▶ _Problem to solve_: Reproduce exactly, from the data that follows, the line with "You are a GUI", the line with "Task: Click on", and every line that lies between them.

*** Material for the task ***

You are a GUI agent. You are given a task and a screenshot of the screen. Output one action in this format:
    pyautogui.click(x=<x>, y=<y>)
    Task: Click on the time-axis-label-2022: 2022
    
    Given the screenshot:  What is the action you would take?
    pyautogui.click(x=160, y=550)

***
*** Material for the task ***

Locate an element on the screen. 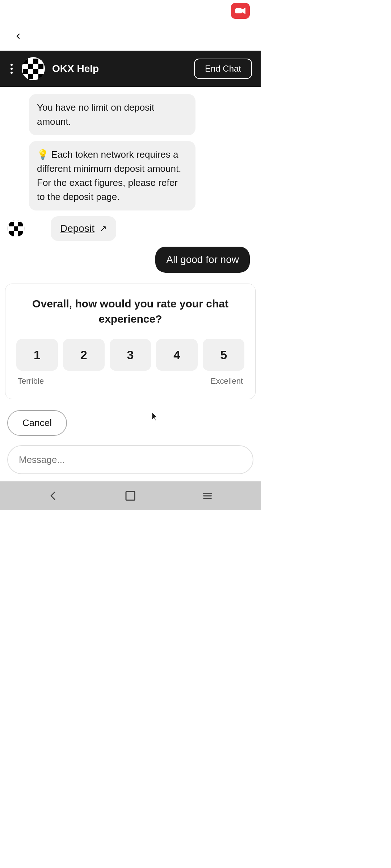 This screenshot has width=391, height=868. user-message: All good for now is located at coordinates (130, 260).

***

▶ _Answer_:
You are a GUI agent. You are given a task and a screenshot of the screen. Output one action in this format:
    pyautogui.click(x=<x>, y=<y>)
    Task: Click on the time-axis-label-2022: 2022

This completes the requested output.